Arab Pangenome Reference Published

July 29, 2025

By Bio-IT World Staff 

July 29, 2025 | Researchers have published the first draft Arab pangenome reference, the UAE Pangenome Reference (UPR) based on 53 individuals of diverse Arab ethnicities residing in the United Arab Emirates. The work was done at the Center for Applied and Translational Genomics (CATG), Mohammed Bin Rashid University of Medicine and Health Sciences, Dubai Health, Dubai, United Arab Emirates and was published in Nature Communications last week (DOI: 10.1038/s41467-025-61645-w).  

Arabs are a community of nearly 500 million culturally diverse individuals from the Middle East and North Africa, comprising about 6% of the global population. Thus far, Arab populations have not been adequately represented in large-scale sequencing projects like the gnomAD database, and neither the HPRC pangenome nor the 1000 Genomes Project include samples from this demographic, the authors write. “The lack of reference genomes for Arab populations has limited the investigation of genetic diversity and the genetic underpinning of numerous diseases,” they contest. “Population-specific reference pangenomes will enable the identification of variants associated with diseases and sequences that are unique or prevalent in Arab populations.” 

The study looked at the genomes of 53 healthy individuals all living in the UAE but from eight Arab countries (UAE, Saudi Arabia, Oman, Jordan, Egypt, Morocco, Syria and Yemen). Fifty of the individuals were unrelated; three were family members. The genomes were sequenced using Pacific Biosciences (PacBio) high-fidelity (HiFi), Oxford Nanopore Technologies (ONT) ultralong read sequencing (ULK) and high-coverage (Hi-C) Illumina short-read sequencing methods. 

Both long read technologies—the PacBio HiFi and Oxford Nanopore ULK—were used to analyze coverage across diverse regions of the human genome, including satellite DNA, centromeric transitions, and ribosomal DNA. “When mapped against CHM13 v2.0, both PacBio HiFi and ONT reads provided valuable insights into the sequencing coverage across acrocentric and metacentric chromosomes,” the authors wrote. “Due to the use of ultralong protocols, the ONT reads exhibited better mapping across all chromosomes than did the PacBio reads, particularly for the acrocentric chromosomes, where 99.49% (94.95%–100%) coverage was achieved by ONT in comparison to 95.60% (91.61%–99.75%) coverage achieved by PacBio.” The ONT platform, they added, demonstrated a marked increase in rDNA coverage.  

New Genomic Findings 

The UPB revealed significant genomic findings. “We discovered 111.96 million base pairs of previously uncharacterized euchromatic sequences absent from existing human pangenomes, the T2T-CHM13 and GRCh38 reference human genomes, and other public datasets,” the authors wrote in the paper. “Moreover, we identified 8.94 million population-specific small variants and 235,195 structural variants within the Arab pangenome, not present in linear and pangenome references and public datasets.”  

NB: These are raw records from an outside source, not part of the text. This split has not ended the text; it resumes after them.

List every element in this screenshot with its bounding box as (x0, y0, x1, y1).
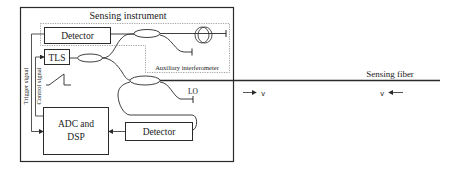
sawtooth-waveform-icon (46, 74, 71, 85)
detector-bottom-label: Detector (143, 127, 177, 137)
adc-dsp-label-line1: ADC and (58, 119, 94, 129)
fiber-coil-icon (195, 27, 209, 43)
sensing-fiber-label: Sensing fiber (366, 69, 414, 79)
ofdr-diagram: Sensing instrument Auxiliary interferome… (0, 0, 456, 172)
coupler-top (134, 30, 160, 38)
control-signal-label: Control signal (35, 67, 42, 104)
trigger-signal-label: Trigger signal (22, 68, 29, 105)
v-backward-label: v (380, 89, 384, 98)
detector-top-label: Detector (61, 31, 95, 41)
v-forward-label: v (261, 89, 265, 98)
sensing-instrument-title: Sensing instrument (90, 10, 167, 21)
adc-dsp-block (44, 108, 109, 155)
lo-label: LO (188, 87, 199, 96)
adc-dsp-label-line2: DSP (67, 132, 84, 142)
coupler-tls (78, 54, 103, 62)
aux-interferometer-label: Auxiliary interferometer (155, 64, 220, 71)
coupler-bottom (130, 76, 160, 85)
tls-label: TLS (49, 53, 66, 63)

There is still work to do. The authors highlight next steps including the value of a larger sample size to capture additional rare gene duplications and additional unique sequences and the need for clinical cohort-based analyses to assess the clinical significance of the thousands of previously uncharacterized UPR-specific variants.  

But the value of the work is substantial.  

“MBRU’s work demonstrates why population-specific pangenomes matter,” said Christian Henry, president and CEO of PacBio in a press release about the work. “We are proud that MBRU, one of our earliest Revio customers, has delivered such a historic contribution to global genomics. This study will have lasting impact for research and precision medicine in a historically underrepresented population.” 

The authors called the UPR a “crucial foundation for genetic research. Arab populations are notably underrepresented in large genomic databases, and the UPR will address this gap by offering essential resources for clinical genomic laboratories to enhance the precision of variant interpretation.”